Making Things New: Then, Now, and Forever

This past weekend we spent some time looking at our origin, and what that says about God.  You can access the message (or any of our recent messages) at www.capebiblechapel.org.

There is something in all of us that has us seeking out where we came from.  We see a glimpse of this when someone uses social media to find his or her birth parents or by visiting a site like ancestry.com.  It is present in some way in all of us because, as Romans 1:18-23 tells us, God put it there.

Through creation God appeals to the “God-sense” he put into mankind.  Mostly, though, we see the signs—the beauty in nature and the purposefulness of it—and we dismiss them or fight them or ignore them.

The problem is not one of intellect, as most would claim.  It is not cultural or personal or whatever other excuse is claimed for disbelief.  Hebrews 11:3 explains that it is very much a faith issue; whether creation or the gospel, we don’t believe because we don’t have faith.

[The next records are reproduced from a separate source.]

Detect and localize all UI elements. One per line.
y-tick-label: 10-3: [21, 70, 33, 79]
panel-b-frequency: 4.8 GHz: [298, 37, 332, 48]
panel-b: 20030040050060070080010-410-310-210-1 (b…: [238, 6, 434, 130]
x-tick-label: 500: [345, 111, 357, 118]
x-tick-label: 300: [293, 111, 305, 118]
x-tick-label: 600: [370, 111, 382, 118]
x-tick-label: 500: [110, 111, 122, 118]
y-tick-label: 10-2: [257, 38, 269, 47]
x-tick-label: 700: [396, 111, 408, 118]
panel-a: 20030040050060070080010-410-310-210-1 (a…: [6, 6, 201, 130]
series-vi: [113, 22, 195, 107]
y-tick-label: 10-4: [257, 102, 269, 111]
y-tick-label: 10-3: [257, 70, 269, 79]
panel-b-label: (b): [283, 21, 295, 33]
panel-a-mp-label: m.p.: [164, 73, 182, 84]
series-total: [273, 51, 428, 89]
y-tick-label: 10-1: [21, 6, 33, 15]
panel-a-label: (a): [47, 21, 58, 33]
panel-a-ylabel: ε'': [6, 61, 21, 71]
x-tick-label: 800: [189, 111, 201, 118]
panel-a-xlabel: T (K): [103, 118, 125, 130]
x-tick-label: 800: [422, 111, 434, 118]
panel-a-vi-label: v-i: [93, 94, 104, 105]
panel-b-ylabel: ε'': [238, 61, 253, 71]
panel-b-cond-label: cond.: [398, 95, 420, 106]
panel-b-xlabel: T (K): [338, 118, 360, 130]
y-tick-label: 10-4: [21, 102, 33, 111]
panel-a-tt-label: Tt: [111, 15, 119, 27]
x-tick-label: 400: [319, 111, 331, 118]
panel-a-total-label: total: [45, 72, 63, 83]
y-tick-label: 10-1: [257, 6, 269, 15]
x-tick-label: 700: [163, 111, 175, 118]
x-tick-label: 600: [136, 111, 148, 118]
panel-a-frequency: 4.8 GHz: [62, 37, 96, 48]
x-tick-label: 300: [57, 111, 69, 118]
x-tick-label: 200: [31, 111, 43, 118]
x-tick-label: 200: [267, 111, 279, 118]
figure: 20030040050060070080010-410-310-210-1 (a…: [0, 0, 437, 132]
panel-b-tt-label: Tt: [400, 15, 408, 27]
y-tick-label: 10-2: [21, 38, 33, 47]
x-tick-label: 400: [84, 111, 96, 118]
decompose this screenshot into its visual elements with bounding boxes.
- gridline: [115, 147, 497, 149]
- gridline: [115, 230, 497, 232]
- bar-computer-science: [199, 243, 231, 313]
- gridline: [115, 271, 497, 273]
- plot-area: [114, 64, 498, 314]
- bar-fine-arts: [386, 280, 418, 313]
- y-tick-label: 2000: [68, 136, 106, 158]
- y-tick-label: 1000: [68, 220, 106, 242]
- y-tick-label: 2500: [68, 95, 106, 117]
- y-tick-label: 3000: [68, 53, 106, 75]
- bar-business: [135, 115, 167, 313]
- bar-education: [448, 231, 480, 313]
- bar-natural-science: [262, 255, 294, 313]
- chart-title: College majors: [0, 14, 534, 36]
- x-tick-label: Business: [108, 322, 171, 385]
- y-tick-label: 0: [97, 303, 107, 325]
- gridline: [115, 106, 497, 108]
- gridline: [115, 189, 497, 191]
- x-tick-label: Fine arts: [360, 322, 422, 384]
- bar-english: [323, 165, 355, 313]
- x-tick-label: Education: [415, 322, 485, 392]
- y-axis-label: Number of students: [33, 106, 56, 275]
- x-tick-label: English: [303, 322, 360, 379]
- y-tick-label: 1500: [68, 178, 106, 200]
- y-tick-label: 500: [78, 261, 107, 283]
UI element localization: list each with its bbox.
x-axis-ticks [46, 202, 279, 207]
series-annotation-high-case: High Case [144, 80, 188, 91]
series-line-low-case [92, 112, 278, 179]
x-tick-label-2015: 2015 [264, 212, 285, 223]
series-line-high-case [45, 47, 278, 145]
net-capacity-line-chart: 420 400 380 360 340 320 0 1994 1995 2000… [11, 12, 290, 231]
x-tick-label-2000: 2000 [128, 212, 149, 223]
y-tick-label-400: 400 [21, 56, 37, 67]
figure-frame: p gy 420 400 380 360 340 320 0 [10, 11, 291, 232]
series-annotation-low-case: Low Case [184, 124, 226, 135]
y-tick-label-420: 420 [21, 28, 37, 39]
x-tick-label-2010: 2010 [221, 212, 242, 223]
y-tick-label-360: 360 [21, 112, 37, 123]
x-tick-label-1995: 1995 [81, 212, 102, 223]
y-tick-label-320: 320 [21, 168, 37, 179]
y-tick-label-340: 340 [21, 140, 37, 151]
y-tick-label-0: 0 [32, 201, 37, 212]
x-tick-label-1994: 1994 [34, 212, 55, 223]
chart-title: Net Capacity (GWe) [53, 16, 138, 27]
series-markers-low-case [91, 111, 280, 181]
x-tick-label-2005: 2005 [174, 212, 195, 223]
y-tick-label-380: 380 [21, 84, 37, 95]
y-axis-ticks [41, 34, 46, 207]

As Christ followers, we miss something so wondrous when we neglect God as Creator.  We miss that God is beautiful and made a world full of beautiful things. We miss the fact that the human life has value and that God fearfully and wonderfully made each man and woman.  We miss that He gave us a cultural mandate to populate the earth and fill it with praise through the gifts and talents He put within us.  We miss that we are made in His image, and hence, as John Calvin puts it, made to show “a little bit of God forth into the earth.”

But perhaps the biggest “miss” of all this is that we miss the wonder of God’s provision.  He built us a world, complete with food, air, water, a job to do.  And even when we walked away from Him and sullied His world, He, in His great love, created a way back to Him through His Son, Jesus Christ.  He sent the Second Adam to correct the folly of the first Adam, and every Adam since.  God didn’t have to make a way for us; without the Cross we are still His creations.  God’s position didn’t change with the Cross; He was God on the throne either way.  But He is a good God—or to use the words from Genesis 1:31, “very good.”

God made a world for us and now Jesus is preparing a new world for us.  The first world was very good and the new one will be even better.  Genesis 1 and Revelation 21 combine to tell us this.  The Gospel reminds of this.  The future will show us this, new every day.